When a friend on facebook recommended this book, I was curious but not compelled to read it. I'm more of a Victorian Lit girl myself, not usually stirred by literature of this age, which tends to be written in small, desperate terms in direct correlation with our culture that demands everything--tweets, news, blogs, and even books--to be written in bite-sized portions fresh from the microwave. No more is the richly dense language used by Eliot, Stevenson, Bronte, James, and the like. But hey, I digress.
Well, I picked up the book at my library because it was about Zimbabwe, and my very first foreign pen-pal was from Zimbabwe. Strange and weak reasoning for taking the contemporary literature plunge, but there it is.
Nearly from the start, I loved this book:
It's part history, especially for those of us in America who weren't really old enough to know or understand what happened in Zimbabwe in the late 70's and early 80's nor now wise enough to dig deeper into what has been happening in Zimbabwe for nearly a decade.
It's part travel journal, describing with picturesque detail the changing landscape and people of Zimbabwe and its near neighbors.

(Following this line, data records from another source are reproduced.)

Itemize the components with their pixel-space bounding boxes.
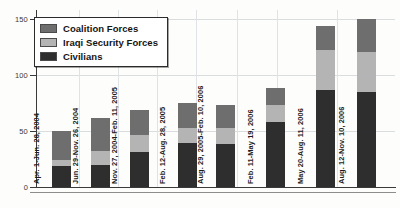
bar-5-segment-iraqi-security-forces [216, 128, 235, 145]
bar-5-segment-coalition-forces [216, 105, 235, 127]
legend-label-coalition-forces: Coalition Forces [63, 23, 138, 34]
bar-8 [357, 19, 376, 187]
bar-3 [130, 110, 149, 187]
bar-1-segment-coalition-forces [52, 131, 71, 160]
bar-2 [91, 118, 110, 187]
bar-6 [266, 88, 285, 187]
y-tick-label-0: 0 [0, 183, 28, 192]
y-tick-label-100: 100 [0, 71, 28, 80]
bar-6-segment-iraqi-security-forces [266, 105, 285, 122]
stacked-bar-chart: 150 100 50 0 Apr. 1-Jun. 28, 2004Jun. 29… [0, 0, 400, 208]
category-label-nov-27-2004-feb-11-2005: Nov. 27, 2004-Feb. 11, 2005 [110, 87, 119, 184]
legend-item-civilians: Civilians [40, 49, 158, 63]
bar-3-segment-coalition-forces [130, 110, 149, 136]
chart-legend: Coalition Forces Iraqi Security Forces C… [34, 17, 168, 67]
bar-2-segment-coalition-forces [91, 118, 110, 152]
y-tick-label-150: 150 [0, 15, 28, 24]
bar-5-segment-civilians [216, 144, 235, 187]
bar-7 [316, 26, 335, 187]
bar-7-segment-iraqi-security-forces [316, 50, 335, 89]
bar-6-segment-coalition-forces [266, 88, 285, 105]
y-tick-mark-100 [30, 75, 36, 76]
x-axis-baseline-secondary [30, 192, 396, 193]
bar-7-segment-civilians [316, 90, 335, 187]
category-label-aug-29-2005-feb-10-2006: Aug. 29, 2005-Feb. 10, 2006 [196, 86, 205, 184]
x-axis-line [30, 187, 396, 188]
gridline-100 [37, 75, 395, 76]
bar-2-segment-civilians [91, 165, 110, 187]
legend-item-iraqi-security-forces: Iraqi Security Forces [40, 35, 158, 49]
y-tick-mark-0 [30, 187, 36, 188]
category-label-feb-11-may-19-2006: Feb. 11-May 19, 2006 [246, 109, 255, 184]
legend-swatch-iraqi-security-forces [40, 38, 57, 47]
legend-item-coalition-forces: Coalition Forces [40, 21, 158, 35]
category-label-may-20-aug-11-2006: May 20-Aug. 11, 2006 [296, 108, 305, 184]
legend-swatch-coalition-forces [40, 24, 57, 33]
category-separator [237, 10, 238, 187]
bar-8-segment-iraqi-security-forces [357, 52, 376, 92]
bar-1 [52, 131, 71, 187]
legend-label-civilians: Civilians [63, 51, 103, 62]
bar-6-segment-civilians [266, 122, 285, 187]
bar-1-segment-civilians [52, 166, 71, 187]
bar-8-segment-coalition-forces [357, 19, 376, 51]
category-label-aug-12-nov-10-2006: Aug. 12-Nov. 10, 2006 [337, 106, 346, 184]
bar-4-segment-civilians [178, 143, 197, 187]
bar-3-segment-iraqi-security-forces [130, 135, 149, 152]
category-label-jun-29-nov-26-2004: Jun. 29-Nov. 26, 2004 [71, 108, 80, 184]
bar-3-segment-civilians [130, 152, 149, 187]
category-label-feb-12-aug-28-2005: Feb. 12-Aug. 28, 2005 [158, 107, 167, 184]
bar-8-segment-civilians [357, 92, 376, 187]
legend-swatch-civilians [40, 52, 57, 61]
category-label-apr-1-jun-28-2004: Apr. 1-Jun. 28, 2004 [32, 113, 41, 184]
bar-2-segment-iraqi-security-forces [91, 151, 110, 164]
y-tick-label-50: 50 [0, 127, 28, 136]
bar-4-segment-iraqi-security-forces [178, 128, 197, 144]
legend-label-iraqi-security-forces: Iraqi Security Forces [63, 37, 158, 48]
bar-4-segment-coalition-forces [178, 103, 197, 128]
bar-5 [216, 105, 235, 187]
bar-4 [178, 103, 197, 187]
bar-7-segment-coalition-forces [316, 26, 335, 51]
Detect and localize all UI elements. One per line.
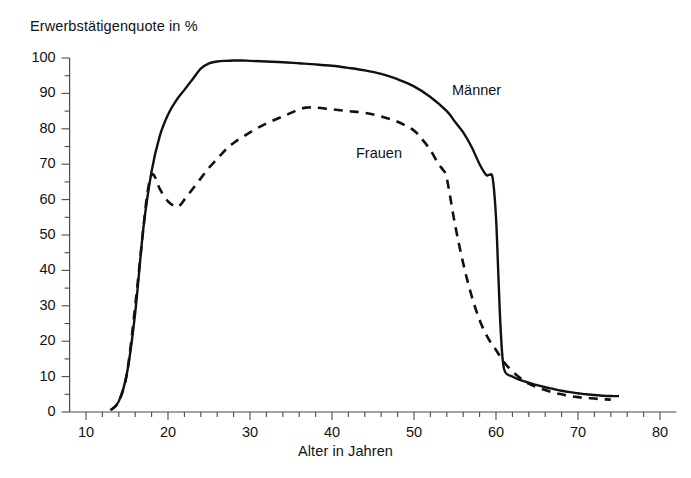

I swear I still taste dust between my teeth.
It's part biography, tender and thoughtful and gritty. The author paints such authentic portraits of his characters that one feels as if they become one's own family and friends, so much so that many readers have since visited the author's parents' home, seeking to visually and physically connect with those with whom they've intimately been acquainted for perhaps a fortnight and to whom they've aligned themselves in survival's passionate and oft heroic struggle. How do I know this? Well, I went to his website found here, because I too fell glad prey to the lure of photographs, audio, VIDEO, and more. Like I said: family, friends.
Yes, I'm wholly glad I opened this book and so very reluctant to close it.
Perhaps I'll truly see Zimbabwe one day; but if not, I feel like I already have.